Even if the fediverse fulfills its promise of not going down the corporate rabbit hole, they are still going to end up being a collection of inherently toxic echo chambers.
Yeah the free stuff is probably something that has been reported in multiple places, with a bit of added context.
Meanwhile the paid stuff are all either glorified progressive opinion pieces or in-depth analysis written by someone wholly and completely unqualified to perform said analysis.
I don’t know when you think the verge was ever good though. Even during its best years it was putting out shit like that build a PC video.
I mean Trump’s economic policies are a philosophical rejection of trickle down economics. He campaigned on a platform of leveraging trade protectionism and immigration reform to produce higher blue collar salaries. He’s doing so in a way that is giving both Wall Street and economic experts conniptions, because they’ll end up biggest losers. Trump has even explicitly called out NAFTA and one of the reasons he won 2016 was his rejection of the TPP.

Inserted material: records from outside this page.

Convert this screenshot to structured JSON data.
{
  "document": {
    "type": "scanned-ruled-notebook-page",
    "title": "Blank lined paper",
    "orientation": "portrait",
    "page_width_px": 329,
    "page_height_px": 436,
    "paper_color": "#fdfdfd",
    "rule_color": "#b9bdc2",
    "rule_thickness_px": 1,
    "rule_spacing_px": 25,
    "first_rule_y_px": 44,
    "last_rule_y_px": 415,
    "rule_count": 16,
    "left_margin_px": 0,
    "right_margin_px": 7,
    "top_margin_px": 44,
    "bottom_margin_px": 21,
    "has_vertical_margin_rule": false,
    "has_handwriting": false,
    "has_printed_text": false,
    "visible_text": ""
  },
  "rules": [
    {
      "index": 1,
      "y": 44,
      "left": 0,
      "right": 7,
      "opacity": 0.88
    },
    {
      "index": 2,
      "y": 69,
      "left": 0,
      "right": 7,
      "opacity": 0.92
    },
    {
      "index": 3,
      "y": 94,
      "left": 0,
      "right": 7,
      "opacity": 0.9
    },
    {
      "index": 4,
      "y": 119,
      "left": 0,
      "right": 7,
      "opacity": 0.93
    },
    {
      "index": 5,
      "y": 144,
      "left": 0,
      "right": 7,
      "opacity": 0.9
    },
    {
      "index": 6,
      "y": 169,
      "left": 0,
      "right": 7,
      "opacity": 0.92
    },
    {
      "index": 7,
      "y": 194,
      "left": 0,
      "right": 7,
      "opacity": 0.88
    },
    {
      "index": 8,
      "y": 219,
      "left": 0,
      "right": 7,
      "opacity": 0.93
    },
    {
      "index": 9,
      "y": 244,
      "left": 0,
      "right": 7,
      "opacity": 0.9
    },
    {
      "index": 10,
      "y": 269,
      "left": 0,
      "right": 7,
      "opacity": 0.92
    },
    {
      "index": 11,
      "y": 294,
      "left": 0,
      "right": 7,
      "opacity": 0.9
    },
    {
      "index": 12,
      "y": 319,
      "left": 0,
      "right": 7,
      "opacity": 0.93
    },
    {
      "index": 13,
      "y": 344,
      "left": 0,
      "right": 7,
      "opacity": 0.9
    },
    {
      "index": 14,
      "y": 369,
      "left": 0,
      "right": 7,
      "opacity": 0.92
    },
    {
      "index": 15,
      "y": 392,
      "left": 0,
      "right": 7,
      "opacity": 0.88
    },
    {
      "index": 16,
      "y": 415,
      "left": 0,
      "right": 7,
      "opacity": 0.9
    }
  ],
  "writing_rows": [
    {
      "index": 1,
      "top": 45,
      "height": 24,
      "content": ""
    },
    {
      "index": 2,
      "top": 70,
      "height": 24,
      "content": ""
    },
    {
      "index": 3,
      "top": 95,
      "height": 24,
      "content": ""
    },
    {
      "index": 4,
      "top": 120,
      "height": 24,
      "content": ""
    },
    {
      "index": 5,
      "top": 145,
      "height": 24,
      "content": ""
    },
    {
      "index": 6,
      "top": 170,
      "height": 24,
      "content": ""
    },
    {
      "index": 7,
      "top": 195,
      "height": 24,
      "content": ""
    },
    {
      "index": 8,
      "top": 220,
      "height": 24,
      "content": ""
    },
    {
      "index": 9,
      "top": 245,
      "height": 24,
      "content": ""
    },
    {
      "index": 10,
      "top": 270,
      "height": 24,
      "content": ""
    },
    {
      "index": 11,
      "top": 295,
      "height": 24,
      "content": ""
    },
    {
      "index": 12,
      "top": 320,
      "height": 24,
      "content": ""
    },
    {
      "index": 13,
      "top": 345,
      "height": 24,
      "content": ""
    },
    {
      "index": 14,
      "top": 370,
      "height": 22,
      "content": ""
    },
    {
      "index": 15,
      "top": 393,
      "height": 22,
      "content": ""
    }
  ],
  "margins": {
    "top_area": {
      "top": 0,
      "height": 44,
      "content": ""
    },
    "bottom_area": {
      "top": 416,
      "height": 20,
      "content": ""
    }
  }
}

That is honestly the kind of policy I’d be opening to supporting in a vacuum. A lot of it is oddly similar to Bernie’s economic plans circa 2014. The problem is Trump is an openly corrupt billionaire, friends with other slightly less openly corrupt billionaires, may/may not be a Russian asset, and probably is in the early stages of dementia. There’s absolutely no way he delivers.
Honestly I have a lot of sympathy for these people.
It’s one thing to invest in some moonshot crypto. It’s another to invest in something claiming to be FDIC insured. There’s also not a good way of verifying that information to the extent the victims would have needed to know something was amiss.
It seems like the FDIC was asleep at the wheel, and didn’t really know or give a shit that someone was leveraging them to mislead consumers. Instead of actually fixing the problem, they just washed their hands of it.
You can call Trump the devil all you want, but the system was broken long before he came on the scene.
Sometimes I feel like democrats don’t actually care more about voters, they just care much more about appearances.